Rita Coolidge – (Your Love Has Lifted Me) Higher And Higher
She Asked Her Brother-in-Law If She Could Have the Shelved Arrangement — and It Became Her First Hit in Nine Years
The arrangement that gave Rita Coolidge her first major hit was already finished before she ever sang it as a lead. Booker T. Jones — her brother-in-law, married to her sister Priscilla — had built a reading of Jackie Wilson’s “(Your Love Keeps Lifting Me) Higher and Higher” for an album of his own that ultimately never saw release. Coolidge and Priscilla had been in the studio singing background on the original session. When the project was shelved, Coolidge asked Booker if she could have the chart. The recording that resulted, pulled back from Wilson’s stomping 1967 tempo into something more spacious and confident, would carry her to No. 2 on the Billboard Hot 100 in September 1977 and earn her a gold record after nine years of trying.
The path to that decision began with a rejection. In 1976, Coolidge and producer David Anderle delivered a finished album to A&M Records called Southern Lady. A&M president Jerry Moss listened, then asked them to keep working. He was not killing the record so much as reshaping it. Coolidge later told the New York Times that Moss reckoned the existing album would automatically move 150,000 copies, but he wanted to push harder for AM radio play. Half of Southern Lady was retained, five new tracks were cut, and the resulting record became Anytime…Anywhere. Among Coolidge’s additions was the Booker T. Jones arrangement her brother-in-law had set aside.
From Background Vocal to Lead
Sessions for the new material ran across Sunset Sound, A&M Studios, and Studio 55 in Los Angeles. Jones returned to the chart he had originally written, this time playing organ, contributing the string arrangement, and adding synthesizers. Mike Baird drummed; Leland Sklar played bass; Jerry McGee and Dean Parks handled guitars; Michael Utley sat at the electric piano. Kim Carnes and Danny Timms sang behind Coolidge. The tempo had been pulled back from Wilson’s Detroit-fueled original — and the famous chorus was largely dropped, returning only as background voices layered beneath a repeat of the first verse at the end. It was a confident structural decision, the kind a singer makes only when she trusts what is left after the obvious hook is removed.
(Your Love Has Lifted Me) Higher and Higher went to radio in March 1977 and built across the spring. By September 10 it had peaked at No. 2 on the Hot 100, held from the top spot by The Emotions’ “Best of My Love.” Cash Box did move it to No. 1, and so did the Canadian RPM chart. The single sold a million copies in the United States and earned Coolidge her first RIAA gold record. Anytime…Anywhere reached No. 6 on the Billboard 200 and was certified platinum, eventually generating two more Top 20 hits: a cover of Boz Scaggs’s “We’re All Alone” at No. 7 and a reading of the Temptations’ “The Way You Do the Things You Do” at No. 20. Coolidge had been signed to A&M since 1971 with five solo albums behind her. None had broken her commercially the way this one did.
The Hit That Arrived at the Worst Possible Time
The success landed against a backdrop she did not discuss publicly at the time. Coolidge had miscarried earlier in 1977, and her marriage to Kris Kristofferson — never easy, and later detailed in her 2016 memoir Delta Lady as both volatile and emotionally corrosive — was beginning to unravel. Years later she described the period plainly: she had lost a child, and the album seemed to come at a moment when she needed a lift. She did not see it coming. The song’s title, taken intact from a 1960s soul record about romantic devotion, took on a different cast in her telling — less about a lover, more about whatever keeps a person upright when the floor goes out from beneath them.
The record’s afterlife has been long. It became a staple of soft-rock playlists and oldies formats through the 1980s and 1990s, surfaced in films and television wherever a producer needed a recognizable late-seventies ballad, and remained a fixture in Coolidge’s live set across the decades — including a noted acoustic re-recording with pianist Jim Brickman. Critics have argued for and against the arrangement ever since. Some hear it as a soft-rock dilution of Wilson’s powerhouse original; others praise it as a reinterpretation that opened space inside the song the up-tempo reading never had time for. Both camps concede the same thing: the record worked. After almost a decade of recording, Rita Coolidge finally had a hit that would not go away.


#### Exercise aim
Report all lines below with the word "canvas".
Information given section start
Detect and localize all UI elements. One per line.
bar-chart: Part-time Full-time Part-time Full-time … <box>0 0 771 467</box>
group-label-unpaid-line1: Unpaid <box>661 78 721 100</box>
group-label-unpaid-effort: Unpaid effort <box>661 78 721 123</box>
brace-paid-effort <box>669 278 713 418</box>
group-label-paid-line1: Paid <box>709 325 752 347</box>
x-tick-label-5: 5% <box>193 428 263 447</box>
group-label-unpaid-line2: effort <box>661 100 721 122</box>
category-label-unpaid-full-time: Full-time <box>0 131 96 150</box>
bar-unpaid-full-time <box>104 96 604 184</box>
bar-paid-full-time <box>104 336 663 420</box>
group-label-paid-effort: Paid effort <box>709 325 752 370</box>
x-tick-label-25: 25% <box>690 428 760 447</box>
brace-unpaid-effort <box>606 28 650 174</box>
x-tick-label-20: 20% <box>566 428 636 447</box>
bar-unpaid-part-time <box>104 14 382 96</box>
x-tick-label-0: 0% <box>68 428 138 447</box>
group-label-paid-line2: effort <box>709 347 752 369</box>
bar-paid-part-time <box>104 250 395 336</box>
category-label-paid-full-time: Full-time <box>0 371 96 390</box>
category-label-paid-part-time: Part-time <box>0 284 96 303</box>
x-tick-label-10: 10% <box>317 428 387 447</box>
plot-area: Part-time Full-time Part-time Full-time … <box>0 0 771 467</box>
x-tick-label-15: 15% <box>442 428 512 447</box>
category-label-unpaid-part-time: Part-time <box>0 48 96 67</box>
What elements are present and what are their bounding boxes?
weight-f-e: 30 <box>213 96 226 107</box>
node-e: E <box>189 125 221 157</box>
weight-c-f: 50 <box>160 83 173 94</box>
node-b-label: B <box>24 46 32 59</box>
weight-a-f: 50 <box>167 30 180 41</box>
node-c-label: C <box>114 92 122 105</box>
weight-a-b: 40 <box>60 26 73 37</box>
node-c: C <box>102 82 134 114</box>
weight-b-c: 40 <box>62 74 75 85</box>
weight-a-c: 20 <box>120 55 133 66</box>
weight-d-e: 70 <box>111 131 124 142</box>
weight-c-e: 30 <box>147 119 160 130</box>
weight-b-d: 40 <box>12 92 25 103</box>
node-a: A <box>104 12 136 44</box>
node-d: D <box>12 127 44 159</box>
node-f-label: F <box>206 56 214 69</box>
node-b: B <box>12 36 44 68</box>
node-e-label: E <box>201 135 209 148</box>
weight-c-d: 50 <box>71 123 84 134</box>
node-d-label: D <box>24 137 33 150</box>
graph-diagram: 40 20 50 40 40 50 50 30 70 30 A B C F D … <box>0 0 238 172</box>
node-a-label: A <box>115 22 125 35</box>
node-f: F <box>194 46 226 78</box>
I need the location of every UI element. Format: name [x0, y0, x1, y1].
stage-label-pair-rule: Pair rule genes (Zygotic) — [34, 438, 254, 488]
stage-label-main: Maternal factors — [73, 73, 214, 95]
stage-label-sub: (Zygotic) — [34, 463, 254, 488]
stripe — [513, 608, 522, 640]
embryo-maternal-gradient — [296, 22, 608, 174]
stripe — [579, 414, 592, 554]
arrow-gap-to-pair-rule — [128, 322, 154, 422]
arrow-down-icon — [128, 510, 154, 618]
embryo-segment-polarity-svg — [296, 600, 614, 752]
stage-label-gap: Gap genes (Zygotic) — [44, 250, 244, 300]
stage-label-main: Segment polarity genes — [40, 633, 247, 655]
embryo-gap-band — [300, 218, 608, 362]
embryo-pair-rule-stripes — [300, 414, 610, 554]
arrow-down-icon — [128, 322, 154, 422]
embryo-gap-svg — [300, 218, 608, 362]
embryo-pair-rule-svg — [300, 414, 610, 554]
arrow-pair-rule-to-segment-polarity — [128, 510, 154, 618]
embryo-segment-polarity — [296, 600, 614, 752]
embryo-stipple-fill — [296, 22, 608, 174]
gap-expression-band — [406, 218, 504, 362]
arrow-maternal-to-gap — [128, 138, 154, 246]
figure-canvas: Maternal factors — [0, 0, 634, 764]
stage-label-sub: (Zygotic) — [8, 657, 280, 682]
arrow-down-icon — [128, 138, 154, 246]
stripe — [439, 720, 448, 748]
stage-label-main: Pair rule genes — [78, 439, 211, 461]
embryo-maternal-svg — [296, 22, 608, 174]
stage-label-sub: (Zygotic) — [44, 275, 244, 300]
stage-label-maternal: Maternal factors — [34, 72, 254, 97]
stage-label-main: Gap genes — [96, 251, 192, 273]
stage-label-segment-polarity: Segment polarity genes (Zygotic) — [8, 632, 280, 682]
Information given section end
Information given section start
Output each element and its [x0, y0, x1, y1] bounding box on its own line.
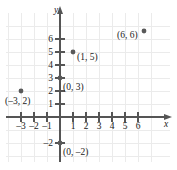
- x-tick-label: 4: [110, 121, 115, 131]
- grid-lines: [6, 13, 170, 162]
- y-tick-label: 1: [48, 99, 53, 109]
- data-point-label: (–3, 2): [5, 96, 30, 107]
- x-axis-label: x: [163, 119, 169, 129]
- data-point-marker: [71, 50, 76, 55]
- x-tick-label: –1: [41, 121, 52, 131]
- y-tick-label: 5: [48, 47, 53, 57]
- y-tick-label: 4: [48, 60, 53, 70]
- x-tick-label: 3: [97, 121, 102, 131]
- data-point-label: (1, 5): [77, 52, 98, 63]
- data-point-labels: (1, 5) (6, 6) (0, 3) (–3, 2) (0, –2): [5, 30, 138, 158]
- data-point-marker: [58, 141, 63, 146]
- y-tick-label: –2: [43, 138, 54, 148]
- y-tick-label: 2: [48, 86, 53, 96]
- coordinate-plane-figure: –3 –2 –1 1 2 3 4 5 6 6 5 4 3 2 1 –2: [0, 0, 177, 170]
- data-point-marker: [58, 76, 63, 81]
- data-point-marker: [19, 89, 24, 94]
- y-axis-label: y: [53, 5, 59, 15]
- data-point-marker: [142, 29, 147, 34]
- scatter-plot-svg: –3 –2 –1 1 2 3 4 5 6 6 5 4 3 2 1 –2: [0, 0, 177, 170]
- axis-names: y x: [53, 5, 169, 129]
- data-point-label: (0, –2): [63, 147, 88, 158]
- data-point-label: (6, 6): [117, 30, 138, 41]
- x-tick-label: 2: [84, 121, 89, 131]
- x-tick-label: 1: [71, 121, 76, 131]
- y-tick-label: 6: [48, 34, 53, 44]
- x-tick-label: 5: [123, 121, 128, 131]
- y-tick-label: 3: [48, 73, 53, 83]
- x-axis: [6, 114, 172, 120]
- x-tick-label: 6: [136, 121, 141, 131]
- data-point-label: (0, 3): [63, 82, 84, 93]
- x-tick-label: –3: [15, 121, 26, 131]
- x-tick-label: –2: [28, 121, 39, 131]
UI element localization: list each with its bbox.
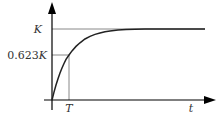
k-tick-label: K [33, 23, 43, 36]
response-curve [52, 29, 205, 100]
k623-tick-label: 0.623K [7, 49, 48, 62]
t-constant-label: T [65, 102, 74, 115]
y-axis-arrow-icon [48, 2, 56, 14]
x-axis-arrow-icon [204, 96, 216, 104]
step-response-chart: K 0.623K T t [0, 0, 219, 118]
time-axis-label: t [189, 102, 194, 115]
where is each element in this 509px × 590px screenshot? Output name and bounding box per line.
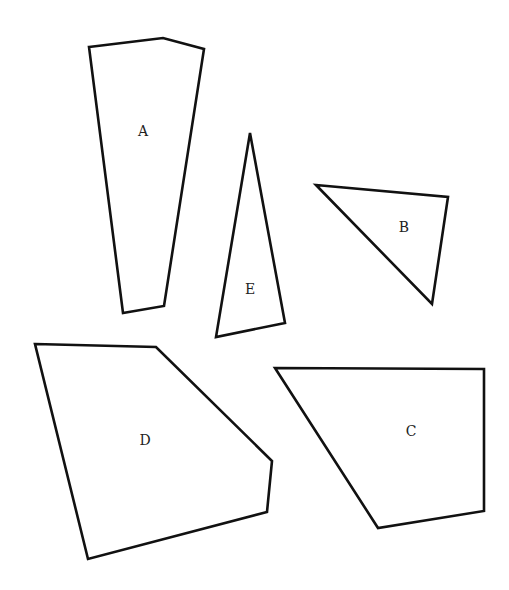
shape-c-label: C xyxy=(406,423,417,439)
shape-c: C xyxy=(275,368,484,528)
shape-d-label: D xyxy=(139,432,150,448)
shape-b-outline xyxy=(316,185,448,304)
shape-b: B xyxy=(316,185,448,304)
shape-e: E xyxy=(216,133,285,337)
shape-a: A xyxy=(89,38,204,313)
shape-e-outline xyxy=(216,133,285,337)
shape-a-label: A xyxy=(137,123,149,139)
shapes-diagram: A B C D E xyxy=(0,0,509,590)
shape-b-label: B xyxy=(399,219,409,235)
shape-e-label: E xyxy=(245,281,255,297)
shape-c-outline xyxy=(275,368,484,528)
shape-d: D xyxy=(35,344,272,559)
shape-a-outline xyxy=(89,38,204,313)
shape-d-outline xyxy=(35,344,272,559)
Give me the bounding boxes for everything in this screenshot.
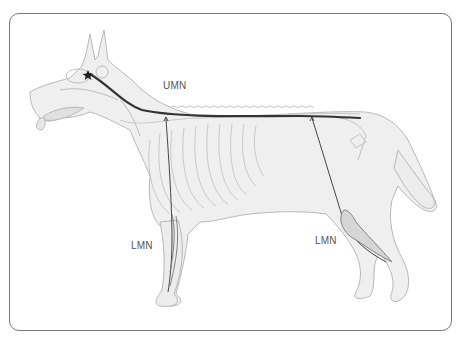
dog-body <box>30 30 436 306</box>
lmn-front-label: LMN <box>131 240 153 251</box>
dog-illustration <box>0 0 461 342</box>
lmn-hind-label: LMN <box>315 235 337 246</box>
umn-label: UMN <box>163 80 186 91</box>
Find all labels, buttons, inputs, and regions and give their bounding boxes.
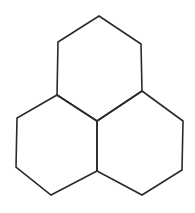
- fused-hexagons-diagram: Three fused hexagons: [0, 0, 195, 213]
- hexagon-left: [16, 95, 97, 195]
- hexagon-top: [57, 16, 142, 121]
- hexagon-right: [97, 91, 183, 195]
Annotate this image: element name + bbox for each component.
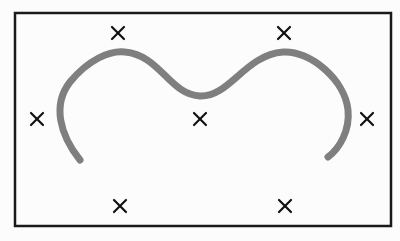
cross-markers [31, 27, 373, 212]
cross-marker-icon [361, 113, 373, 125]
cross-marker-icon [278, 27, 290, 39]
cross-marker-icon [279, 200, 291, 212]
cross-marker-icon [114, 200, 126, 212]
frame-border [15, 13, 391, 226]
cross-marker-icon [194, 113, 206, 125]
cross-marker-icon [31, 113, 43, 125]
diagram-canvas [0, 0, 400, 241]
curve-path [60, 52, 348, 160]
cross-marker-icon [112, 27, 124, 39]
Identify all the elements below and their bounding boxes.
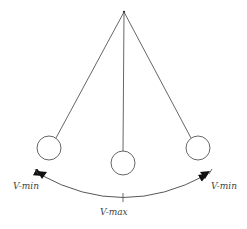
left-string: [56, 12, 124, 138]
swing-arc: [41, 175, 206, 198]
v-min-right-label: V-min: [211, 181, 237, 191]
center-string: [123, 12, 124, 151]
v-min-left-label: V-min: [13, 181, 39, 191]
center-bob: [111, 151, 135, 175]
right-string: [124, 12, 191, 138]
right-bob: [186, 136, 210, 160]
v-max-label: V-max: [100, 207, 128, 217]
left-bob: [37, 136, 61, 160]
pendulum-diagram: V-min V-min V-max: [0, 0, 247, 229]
Information given section end
#### Response area
figure-canvas: Maternal factors — [0, 0, 634, 764]
diagram-canvas [0, 0, 400, 241]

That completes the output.